On Thu, Sep 3, 2015 at 4:45 PM, Jeff Wartes <jwar...@whitepages.com> wrote:
>
> I have a query like:
>
> q=<some complicated stuff>&fq=enabled:true
>
> For purposes of this conversation, "fq=enabled:true" is set for every query, 
> I never open a new searcher, and this is the only fq I ever use, so the 
> filter cache size is 1, and the hit ratio is 1.
> The fq=enabled:true clause matches about 15% of my documents. I have some 20M 
> documents per shard, in a 5.3 solrcloud cluster.
>
> Under these circumstances, this alternate version of the query averages about 
> 1/3 faster, consumes less CPU, and generates less garbage:
>
> q=<some complicated stuff> +enabled:true
>
> So it appears I have a case where using the cached fq result is more 
> expensive than just putting the same restriction in the query.
> Does someone have a clear mental model of how “q” and “fq” interact?

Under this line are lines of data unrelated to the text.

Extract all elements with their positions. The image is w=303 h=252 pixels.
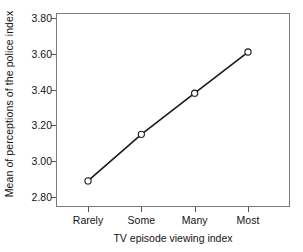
x-axis-tick-mark xyxy=(195,207,196,212)
y-axis-tick-labels: 2.803.003.203.403.603.80 xyxy=(16,0,52,252)
x-axis-tick-mark xyxy=(88,207,89,212)
series-marker xyxy=(245,49,251,55)
series-marker xyxy=(85,178,91,184)
chart-screenshot: Mean of perceptions of the police index … xyxy=(0,0,303,252)
series-marker xyxy=(192,90,198,96)
y-axis-tick-label: 3.40 xyxy=(18,84,52,95)
x-axis-tick-label: Most xyxy=(237,214,260,226)
x-axis-tick-label: Some xyxy=(128,214,155,226)
x-axis-tick-label: Many xyxy=(182,214,208,226)
plot-series-layer xyxy=(56,13,290,207)
x-axis-tick-label: Rarely xyxy=(73,214,103,226)
y-axis-tick-label: 2.80 xyxy=(18,192,52,203)
series-marker xyxy=(138,131,144,137)
y-axis-tick-label: 3.20 xyxy=(18,120,52,131)
series-line xyxy=(88,52,248,181)
x-axis-tick-mark xyxy=(141,207,142,212)
x-axis-tick-mark xyxy=(248,207,249,212)
y-axis-tick-label: 3.00 xyxy=(18,156,52,167)
y-axis-title-text: Mean of perceptions of the police index xyxy=(3,10,15,197)
y-axis-tick-label: 3.60 xyxy=(18,49,52,60)
y-axis-tick-label: 3.80 xyxy=(18,13,52,24)
x-axis-title: TV episode viewing index xyxy=(56,232,290,244)
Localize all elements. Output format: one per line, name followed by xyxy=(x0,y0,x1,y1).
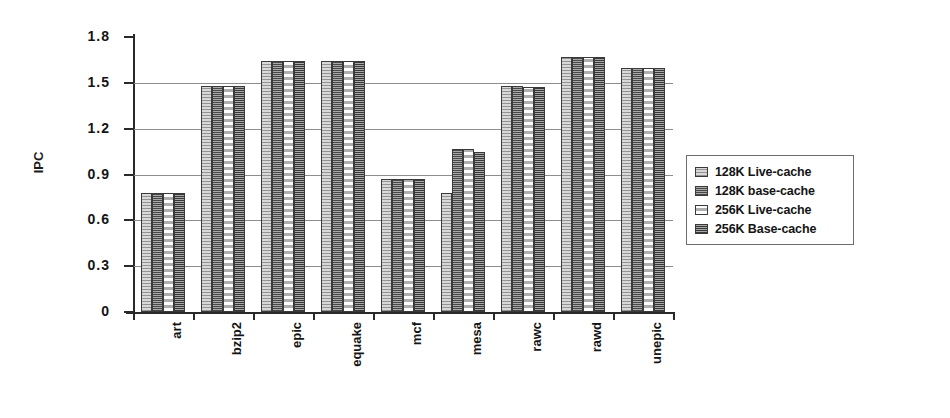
bar xyxy=(201,86,212,312)
y-axis-tick-mark xyxy=(124,36,134,38)
x-axis-tick-mark xyxy=(613,312,615,320)
legend-item-label: 128K Live-cache xyxy=(715,165,811,179)
bar xyxy=(332,61,343,312)
bar xyxy=(621,68,632,312)
x-axis-line xyxy=(126,312,674,314)
bar xyxy=(343,61,354,312)
plot-area xyxy=(133,37,673,312)
bar xyxy=(474,152,485,312)
bar xyxy=(654,68,665,312)
x-axis-tick-label: mcf xyxy=(409,322,424,345)
legend-item[interactable]: 128K base-cache xyxy=(695,181,847,200)
y-axis-tick-label: 0.3 xyxy=(62,257,110,273)
x-axis-tick-label: mesa xyxy=(469,322,484,355)
chart-legend: 128K Live-cache128K base-cache256K Live-… xyxy=(686,155,854,245)
bar xyxy=(452,149,463,312)
bar xyxy=(261,61,272,312)
bar xyxy=(272,61,283,312)
y-axis-tick-label: 1.2 xyxy=(62,120,110,136)
x-axis-tick-label: art xyxy=(169,322,184,339)
bar-group xyxy=(321,37,365,312)
bar xyxy=(414,179,425,312)
y-axis-tick-mark xyxy=(124,219,134,221)
bar-group xyxy=(501,37,545,312)
bar-group xyxy=(201,37,245,312)
bar xyxy=(234,86,245,312)
x-axis-tick-label: equake xyxy=(349,322,364,367)
legend-item[interactable]: 128K Live-cache xyxy=(695,162,847,181)
bar xyxy=(381,179,392,312)
bar xyxy=(223,86,234,312)
bar xyxy=(163,193,174,312)
bar-group xyxy=(441,37,485,312)
y-axis-tick-label: 0 xyxy=(62,303,110,319)
bar-group xyxy=(561,37,605,312)
bar-group xyxy=(141,37,185,312)
legend-item-label: 256K Base-cache xyxy=(715,222,816,236)
y-axis-tick-mark xyxy=(124,265,134,267)
legend-swatch-icon xyxy=(695,167,708,177)
bar xyxy=(392,179,403,312)
bar xyxy=(294,61,305,312)
legend-item-label: 128K base-cache xyxy=(715,184,815,198)
bar xyxy=(501,86,512,312)
legend-swatch-icon xyxy=(695,205,708,215)
bar xyxy=(403,179,414,312)
bar xyxy=(534,87,545,312)
x-axis-tick-mark xyxy=(673,312,675,320)
bar xyxy=(583,57,594,312)
y-axis-tick-mark xyxy=(124,82,134,84)
bar xyxy=(283,61,294,312)
x-axis-tick-label: unepic xyxy=(649,322,664,364)
bar-group xyxy=(621,37,665,312)
x-axis-tick-mark xyxy=(493,312,495,320)
y-axis-tick-label: 0.6 xyxy=(62,211,110,227)
x-axis-tick-label: bzip2 xyxy=(229,322,244,355)
bar xyxy=(512,86,523,312)
legend-swatch-icon xyxy=(695,186,708,196)
bar xyxy=(354,61,365,312)
x-axis-tick-mark xyxy=(253,312,255,320)
y-axis-tick-mark xyxy=(124,174,134,176)
bar-group xyxy=(381,37,425,312)
bar-group xyxy=(261,37,305,312)
x-axis-tick-mark xyxy=(373,312,375,320)
bar xyxy=(212,86,223,312)
legend-item-label: 256K Live-cache xyxy=(715,203,811,217)
y-axis-tick-mark xyxy=(124,128,134,130)
bar xyxy=(321,61,332,312)
legend-swatch-icon xyxy=(695,224,708,234)
legend-item[interactable]: 256K Live-cache xyxy=(695,200,847,219)
bar xyxy=(643,68,654,312)
y-axis-title: IPC xyxy=(31,133,46,193)
bar xyxy=(632,68,643,312)
bar xyxy=(561,57,572,312)
bar xyxy=(572,57,583,312)
y-axis-tick-label: 0.9 xyxy=(62,166,110,182)
x-axis-tick-label: rawc xyxy=(529,322,544,352)
bar xyxy=(152,193,163,312)
bar xyxy=(594,57,605,312)
y-axis-tick-label: 1.5 xyxy=(62,74,110,90)
bar xyxy=(174,193,185,312)
x-axis-tick-mark xyxy=(313,312,315,320)
x-axis-tick-mark xyxy=(133,312,135,320)
bar-chart: IPC 00.30.60.91.21.51.8 artbzip2epicequa… xyxy=(0,0,950,418)
legend-item[interactable]: 256K Base-cache xyxy=(695,219,847,238)
x-axis-tick-label: rawd xyxy=(589,322,604,352)
y-axis-tick-label: 1.8 xyxy=(62,28,110,44)
bar xyxy=(441,193,452,312)
x-axis-tick-label: epic xyxy=(289,322,304,348)
bar xyxy=(523,87,534,312)
x-axis-tick-mark xyxy=(193,312,195,320)
bar xyxy=(141,193,152,312)
bar xyxy=(463,149,474,312)
x-axis-tick-mark xyxy=(553,312,555,320)
x-axis-tick-mark xyxy=(433,312,435,320)
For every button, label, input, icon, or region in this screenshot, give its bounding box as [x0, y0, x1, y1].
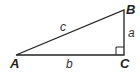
vertex-label-c: C [120, 56, 130, 71]
side-label-c: c [60, 20, 66, 34]
side-label-b: b [66, 57, 73, 71]
triangle-outline [16, 10, 124, 55]
right-triangle-diagram: A B C a b c [0, 0, 140, 72]
side-label-a: a [128, 26, 135, 40]
vertex-label-a: A [9, 56, 19, 71]
right-angle-marker [116, 47, 124, 55]
vertex-label-b: B [126, 2, 135, 17]
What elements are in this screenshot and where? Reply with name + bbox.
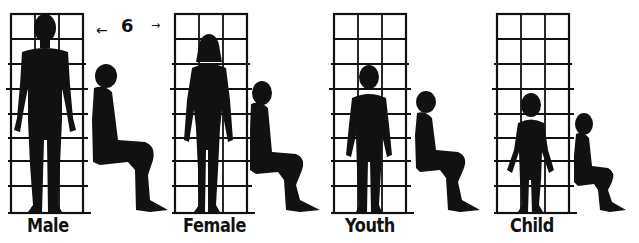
label-male: Male [27, 214, 69, 236]
child-standing-silhouette [507, 93, 554, 212]
label-female: Female [183, 214, 246, 236]
female-seated-silhouette [250, 81, 320, 212]
youth-standing-silhouette [346, 65, 392, 212]
dimension-arrow-left: ← [96, 22, 108, 38]
male-standing-silhouette [14, 14, 76, 212]
male-seated-silhouette [92, 64, 168, 212]
youth-seated-silhouette [415, 91, 480, 212]
anthropometric-figure: ← → [0, 0, 639, 243]
dimension-value: 6 [121, 15, 134, 36]
child-seated-silhouette [574, 113, 626, 212]
dimension-arrow-right: → [151, 19, 160, 32]
label-youth: Youth [345, 214, 395, 236]
label-child: Child [510, 214, 554, 236]
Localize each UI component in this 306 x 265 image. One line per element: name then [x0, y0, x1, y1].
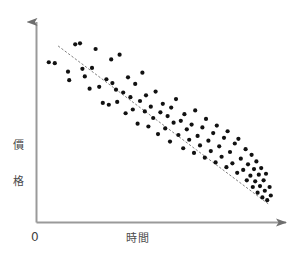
trendline — [58, 46, 268, 204]
scatter-point — [168, 140, 172, 144]
scatter-point — [224, 165, 228, 169]
scatter-point — [254, 159, 258, 163]
scatter-point — [217, 144, 221, 148]
scatter-point — [222, 136, 226, 140]
scatter-point — [94, 47, 98, 51]
scatter-point — [110, 81, 114, 85]
scatter-point — [143, 109, 147, 113]
scatter-point — [230, 161, 234, 165]
scatter-point — [233, 141, 237, 145]
scatter-point — [124, 111, 128, 115]
scatter-point — [151, 116, 155, 120]
scatter-point — [196, 134, 200, 138]
scatter-plot-figure: 價 格 時間 0 — [0, 0, 306, 265]
scatter-point — [246, 162, 250, 166]
scatter-point — [192, 151, 196, 155]
scatter-point — [121, 90, 125, 94]
scatter-point — [220, 155, 224, 159]
scatter-point — [114, 88, 118, 92]
scatter-point — [252, 167, 256, 171]
scatter-point — [179, 119, 183, 123]
scatter-point — [251, 185, 255, 189]
scatter-point — [253, 179, 257, 183]
scatter-point — [115, 100, 119, 104]
scatter-point — [78, 41, 82, 45]
scatter-point — [161, 102, 165, 106]
scatter-point — [244, 147, 248, 151]
scatter-point — [206, 139, 210, 143]
scatter-point — [47, 60, 51, 64]
scatter-point — [209, 149, 213, 153]
scatter-point — [144, 93, 148, 97]
scatter-point — [174, 97, 178, 101]
scatter-point — [169, 106, 173, 110]
scatter-point — [256, 191, 260, 195]
scatter-point — [154, 89, 158, 93]
scatter-point — [204, 117, 208, 121]
scatter-point — [265, 198, 269, 202]
scatter-point — [239, 157, 243, 161]
scatter-point — [176, 133, 180, 137]
scatter-point — [258, 184, 262, 188]
scatter-point — [97, 85, 101, 89]
scatter-point — [269, 193, 273, 197]
scatter-point — [187, 138, 191, 142]
scatter-point — [259, 166, 263, 170]
scatter-point — [156, 132, 160, 136]
axes-group — [37, 22, 287, 223]
scatter-point — [193, 108, 197, 112]
scatter-point — [211, 131, 215, 135]
trendline-path — [58, 46, 268, 204]
scatter-point — [118, 53, 122, 57]
scatter-point — [190, 123, 194, 127]
scatter-point — [257, 173, 261, 177]
y-axis-label-char-2: 格 — [11, 176, 27, 188]
scatter-point — [80, 67, 84, 71]
scatter-point — [185, 127, 189, 131]
scatter-point — [66, 70, 70, 74]
y-axis-label-char-1: 價 — [11, 140, 27, 152]
scatter-point — [250, 153, 254, 157]
scatter-point — [101, 101, 105, 105]
scatter-point — [140, 71, 144, 75]
scatter-point — [149, 105, 153, 109]
plot-canvas — [0, 0, 306, 265]
scatter-point — [228, 150, 232, 154]
scatter-point — [83, 74, 87, 78]
scatter-point — [166, 114, 170, 118]
scatter-point — [104, 77, 108, 81]
scatter-point — [172, 121, 176, 125]
scatter-point — [53, 61, 57, 65]
scatter-point — [235, 171, 239, 175]
scatter-point — [203, 156, 207, 160]
scatter-point — [136, 122, 140, 126]
scatter-point — [241, 168, 245, 172]
origin-label: 0 — [31, 231, 40, 243]
scatter-point — [236, 137, 240, 141]
scatter-point — [131, 107, 135, 111]
scatter-point — [268, 185, 272, 189]
scatter-point — [226, 129, 230, 133]
scatter-point — [215, 123, 219, 127]
scatter-point — [181, 146, 185, 150]
scatter-point — [138, 99, 142, 103]
scatter-point — [264, 172, 268, 176]
scatter-point — [262, 178, 266, 182]
scatter-point — [198, 143, 202, 147]
scatter-point — [248, 174, 252, 178]
scatter-point — [182, 112, 186, 116]
scatter-point — [133, 82, 137, 86]
scatter-point — [128, 95, 132, 99]
scatter-point — [245, 178, 249, 182]
scatter-point — [200, 125, 204, 129]
scatter-point — [214, 160, 218, 164]
scatter-point — [109, 57, 113, 61]
scatter-point — [158, 110, 162, 114]
scatter-point — [67, 78, 71, 82]
x-axis-label: 時間 — [126, 233, 186, 245]
scatter-point — [263, 189, 267, 193]
scatter-point — [126, 75, 130, 79]
scatter-point — [163, 126, 167, 130]
scatter-point — [260, 195, 264, 199]
scatter-point — [88, 87, 92, 91]
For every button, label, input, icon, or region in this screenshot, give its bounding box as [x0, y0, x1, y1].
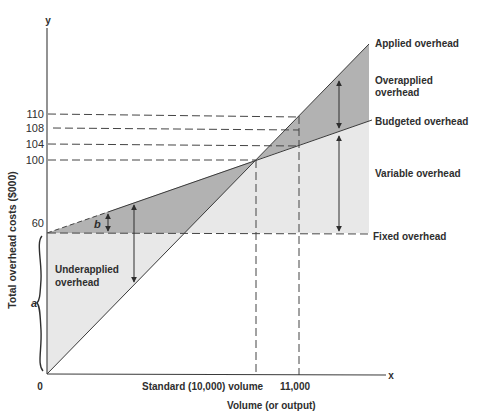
applied-overhead-label: Applied overhead: [375, 38, 459, 49]
y-axis-symbol: y: [45, 15, 51, 26]
y-tick-100: 100: [26, 154, 44, 166]
y-tick-108: 108: [26, 122, 44, 134]
budgeted-overhead-label: Budgeted overhead: [375, 116, 468, 127]
brace-a-label: a: [31, 297, 37, 309]
x-tick-standard-volume: Standard (10,000) volume: [142, 381, 264, 392]
ref-line-110: [48, 114, 299, 117]
y-tick-104: 104: [26, 138, 44, 150]
fixed-overhead-label: Fixed overhead: [373, 231, 446, 242]
ref-line-104: [48, 144, 299, 146]
origin-label: 0: [37, 381, 43, 392]
variable-overhead-label: Variable overhead: [375, 168, 461, 179]
curly-brace-icon: [37, 236, 43, 371]
x-axis-symbol: x: [388, 370, 394, 381]
x-axis-title: Volume (or output): [227, 400, 316, 411]
overapplied-label-line1: Overapplied: [375, 75, 433, 86]
chart-canvas: y x 0 110 108 104 100 60 Total overhead …: [0, 0, 479, 413]
overapplied-label-line2: overhead: [375, 87, 419, 98]
ref-line-108: [53, 128, 299, 130]
y-tick-110: 110: [26, 108, 44, 120]
x-axis: [47, 374, 386, 375]
x-tick-11000: 11,000: [280, 381, 310, 392]
arrow-b-label: b: [94, 218, 101, 230]
y-axis-title: Total overhead costs ($000): [6, 171, 18, 309]
underapplied-label-line2: overhead: [55, 277, 99, 288]
y-tick-60: 60: [32, 217, 44, 229]
underapplied-label-line1: Underapplied: [55, 264, 119, 275]
overhead-cost-chart: y x 0 110 108 104 100 60 Total overhead …: [0, 0, 479, 413]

Lucene seems to always be changing it's execution model, so it can be
difficult to keep up.  What version of Solr are you using?
Lucene also changed how filters work,  so now, a filter is
incorporated with the query like so:

query = new BooleanQuery.Builder()
    .add(query, Occur.MUST)
    .add(pf.filter, Occur.FILTER)
    .build();

It may be that term queries are no longer worth caching... if this is
the case, we could automatically not cache them.

It also may be the structure of the query that is making the
difference.  Solr is creating

(complicated stuff) +(filter(enabled:true))

If you added +enabled:true directly to an existing boolean query, that
may be more efficient for lucene to process (flatter structure).

If you haven't already, could you try putting parens around your
(complicated stuff) to see if it makes any difference?